Apple is moving money back to the US, and creating jobs. Can the US worker who will benefit thank Donald Trump?
It appears to boil down to tax. In economic theory there is a concept known as the Laffer curve. The idea works like this: if you were to increase tax to 100 per cent, you would kill enterprise, and your tax take may fall down to zero. If you were to cut tax to zero per cent, clearly you would generate no revenue from taxation. So there is an optimal point; a point when an increase in the tax rate would lead to less tax revenue, a cut in the tax rate would lead to less tax revenue. You can draw a graph to represent this, and the graph is called the Laffer Curve.
One of the big contentions between left and right wing thinking, relates to where on the Laffer curve we are supposed to sit.
President Trump clearly thinks our position on the Laffer curve is such that tax cuts would not only stimulate the economy, but this stimulation would create more tax revenue, such that the tax cut would pay for itself.
So he is cutting taxes paid on US company profits, and has changed the rules on how money kept abroad is treated for tax purposes.
And now Apple, that boasts over $200 billion in cash holdings held abroad, has said it is going to pay an extra $38 billion in tax in the US and invest $30 billion into the US, creating 20,000 new jobs.
Apple says that its new investments, in combination with its ‘current pace of spending with domestic suppliers and manufacturers’ will give the US economy a $350 billion boost.
Meanwhile, according to a survey from the US Federal Reserve, there is a shortage of labour across the US – US companies are losing business because they cannot find the staff to increase output.
Apple says that it is spending $10 billion on new data centres.
But this begs the question, who will be the people that provide these extra 20,000 new jobs – immigrants, perhaps?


• _Problem statement_
The output should be the records themselves, given again exactly.

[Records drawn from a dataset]
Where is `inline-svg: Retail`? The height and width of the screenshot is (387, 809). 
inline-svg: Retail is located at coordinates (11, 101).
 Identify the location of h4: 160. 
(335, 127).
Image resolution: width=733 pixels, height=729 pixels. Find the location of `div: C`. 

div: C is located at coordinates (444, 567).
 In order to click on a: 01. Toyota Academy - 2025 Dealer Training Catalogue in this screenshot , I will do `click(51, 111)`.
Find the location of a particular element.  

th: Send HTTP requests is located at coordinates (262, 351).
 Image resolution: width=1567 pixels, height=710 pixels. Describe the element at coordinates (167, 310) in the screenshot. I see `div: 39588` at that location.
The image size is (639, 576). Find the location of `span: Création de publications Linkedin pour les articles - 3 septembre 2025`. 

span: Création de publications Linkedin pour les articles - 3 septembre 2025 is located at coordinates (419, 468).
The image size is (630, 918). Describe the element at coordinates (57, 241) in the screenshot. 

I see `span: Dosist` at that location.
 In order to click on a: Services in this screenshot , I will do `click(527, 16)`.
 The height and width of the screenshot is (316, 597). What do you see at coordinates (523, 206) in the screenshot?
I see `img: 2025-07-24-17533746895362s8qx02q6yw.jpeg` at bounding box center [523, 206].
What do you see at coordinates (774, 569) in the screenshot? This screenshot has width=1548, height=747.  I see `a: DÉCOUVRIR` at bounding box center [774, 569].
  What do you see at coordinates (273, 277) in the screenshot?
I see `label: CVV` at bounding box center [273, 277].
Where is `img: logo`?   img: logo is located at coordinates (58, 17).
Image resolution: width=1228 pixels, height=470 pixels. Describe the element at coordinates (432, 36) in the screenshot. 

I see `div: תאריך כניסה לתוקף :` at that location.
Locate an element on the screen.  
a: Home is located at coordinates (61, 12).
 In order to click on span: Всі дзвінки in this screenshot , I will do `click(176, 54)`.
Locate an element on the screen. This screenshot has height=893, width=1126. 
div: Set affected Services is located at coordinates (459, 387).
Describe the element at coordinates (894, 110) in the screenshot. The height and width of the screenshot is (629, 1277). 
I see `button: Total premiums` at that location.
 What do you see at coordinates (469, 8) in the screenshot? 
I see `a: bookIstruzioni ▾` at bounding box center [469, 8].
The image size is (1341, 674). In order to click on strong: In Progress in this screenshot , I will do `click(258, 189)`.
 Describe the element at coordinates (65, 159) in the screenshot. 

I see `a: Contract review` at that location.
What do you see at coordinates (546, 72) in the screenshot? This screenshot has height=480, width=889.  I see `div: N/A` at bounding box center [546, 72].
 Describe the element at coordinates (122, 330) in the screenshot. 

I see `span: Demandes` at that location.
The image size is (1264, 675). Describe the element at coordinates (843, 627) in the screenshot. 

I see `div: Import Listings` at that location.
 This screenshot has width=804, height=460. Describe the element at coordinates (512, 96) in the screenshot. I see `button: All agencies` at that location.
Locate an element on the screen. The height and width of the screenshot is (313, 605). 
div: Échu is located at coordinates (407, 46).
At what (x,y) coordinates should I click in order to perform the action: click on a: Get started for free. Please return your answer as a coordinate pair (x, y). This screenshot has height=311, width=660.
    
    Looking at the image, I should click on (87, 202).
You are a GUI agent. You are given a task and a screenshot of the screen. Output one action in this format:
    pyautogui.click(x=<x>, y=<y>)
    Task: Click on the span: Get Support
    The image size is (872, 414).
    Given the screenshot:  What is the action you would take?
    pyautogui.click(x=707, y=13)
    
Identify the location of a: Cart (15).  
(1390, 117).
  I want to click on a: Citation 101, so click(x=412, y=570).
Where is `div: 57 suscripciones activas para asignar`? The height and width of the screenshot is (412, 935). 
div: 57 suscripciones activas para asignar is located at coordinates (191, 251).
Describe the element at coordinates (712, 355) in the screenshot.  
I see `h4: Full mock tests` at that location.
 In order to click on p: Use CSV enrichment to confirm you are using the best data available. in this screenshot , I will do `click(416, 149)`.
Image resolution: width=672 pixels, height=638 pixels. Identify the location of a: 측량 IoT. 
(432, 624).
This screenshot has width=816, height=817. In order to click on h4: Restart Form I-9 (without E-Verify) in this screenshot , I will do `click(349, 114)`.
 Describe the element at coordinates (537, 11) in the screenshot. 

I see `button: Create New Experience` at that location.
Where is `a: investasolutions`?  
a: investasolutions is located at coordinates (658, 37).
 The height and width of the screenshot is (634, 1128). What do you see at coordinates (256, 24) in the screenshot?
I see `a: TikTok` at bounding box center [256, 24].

• _Answer for this exercise_
Where is `inline-svg: Retail`? The height and width of the screenshot is (387, 809). 
inline-svg: Retail is located at coordinates (11, 101).
 Identify the location of h4: 160. 
(335, 127).
Image resolution: width=733 pixels, height=729 pixels. Find the location of `div: C`. 

div: C is located at coordinates (444, 567).
 In order to click on a: 01. Toyota Academy - 2025 Dealer Training Catalogue in this screenshot , I will do `click(51, 111)`.
Find the location of a particular element.  

th: Send HTTP requests is located at coordinates (262, 351).
 Image resolution: width=1567 pixels, height=710 pixels. Describe the element at coordinates (167, 310) in the screenshot. I see `div: 39588` at that location.
The image size is (639, 576). Find the location of `span: Création de publications Linkedin pour les articles - 3 septembre 2025`. 

span: Création de publications Linkedin pour les articles - 3 septembre 2025 is located at coordinates (419, 468).
The image size is (630, 918). Describe the element at coordinates (57, 241) in the screenshot. 

I see `span: Dosist` at that location.
 In order to click on a: Services in this screenshot , I will do `click(527, 16)`.
 The height and width of the screenshot is (316, 597). What do you see at coordinates (523, 206) in the screenshot?
I see `img: 2025-07-24-17533746895362s8qx02q6yw.jpeg` at bounding box center [523, 206].
What do you see at coordinates (774, 569) in the screenshot? This screenshot has width=1548, height=747.  I see `a: DÉCOUVRIR` at bounding box center [774, 569].
  What do you see at coordinates (273, 277) in the screenshot?
I see `label: CVV` at bounding box center [273, 277].
Where is `img: logo`?   img: logo is located at coordinates (58, 17).
Image resolution: width=1228 pixels, height=470 pixels. Describe the element at coordinates (432, 36) in the screenshot. 

I see `div: תאריך כניסה לתוקף :` at that location.
Locate an element on the screen.  
a: Home is located at coordinates (61, 12).
 In order to click on span: Всі дзвінки in this screenshot , I will do `click(176, 54)`.
Locate an element on the screen. This screenshot has height=893, width=1126. 
div: Set affected Services is located at coordinates (459, 387).
Describe the element at coordinates (894, 110) in the screenshot. The height and width of the screenshot is (629, 1277). 
I see `button: Total premiums` at that location.
 What do you see at coordinates (469, 8) in the screenshot? 
I see `a: bookIstruzioni ▾` at bounding box center [469, 8].
The image size is (1341, 674). In order to click on strong: In Progress in this screenshot , I will do `click(258, 189)`.
 Describe the element at coordinates (65, 159) in the screenshot. 

I see `a: Contract review` at that location.
What do you see at coordinates (546, 72) in the screenshot? This screenshot has height=480, width=889.  I see `div: N/A` at bounding box center [546, 72].
 Describe the element at coordinates (122, 330) in the screenshot. 

I see `span: Demandes` at that location.
The image size is (1264, 675). Describe the element at coordinates (843, 627) in the screenshot. 

I see `div: Import Listings` at that location.
 This screenshot has width=804, height=460. Describe the element at coordinates (512, 96) in the screenshot. I see `button: All agencies` at that location.
Locate an element on the screen. The height and width of the screenshot is (313, 605). 
div: Échu is located at coordinates (407, 46).
At what (x,y) coordinates should I click in order to perform the action: click on a: Get started for free. Please return your answer as a coordinate pair (x, y). This screenshot has height=311, width=660.
    
    Looking at the image, I should click on (87, 202).
You are a GUI agent. You are given a task and a screenshot of the screen. Output one action in this format:
    pyautogui.click(x=<x>, y=<y>)
    Task: Click on the span: Get Support
    The image size is (872, 414).
    Given the screenshot:  What is the action you would take?
    pyautogui.click(x=707, y=13)
    
Identify the location of a: Cart (15).  
(1390, 117).
  I want to click on a: Citation 101, so click(x=412, y=570).
Where is `div: 57 suscripciones activas para asignar`? The height and width of the screenshot is (412, 935). 
div: 57 suscripciones activas para asignar is located at coordinates (191, 251).
Describe the element at coordinates (712, 355) in the screenshot.  
I see `h4: Full mock tests` at that location.
 In order to click on p: Use CSV enrichment to confirm you are using the best data available. in this screenshot , I will do `click(416, 149)`.
Image resolution: width=672 pixels, height=638 pixels. Identify the location of a: 측량 IoT. 
(432, 624).
This screenshot has width=816, height=817. In order to click on h4: Restart Form I-9 (without E-Verify) in this screenshot , I will do `click(349, 114)`.
 Describe the element at coordinates (537, 11) in the screenshot. 

I see `button: Create New Experience` at that location.
Where is `a: investasolutions`?  
a: investasolutions is located at coordinates (658, 37).
 The height and width of the screenshot is (634, 1128). What do you see at coordinates (256, 24) in the screenshot?
I see `a: TikTok` at bounding box center [256, 24].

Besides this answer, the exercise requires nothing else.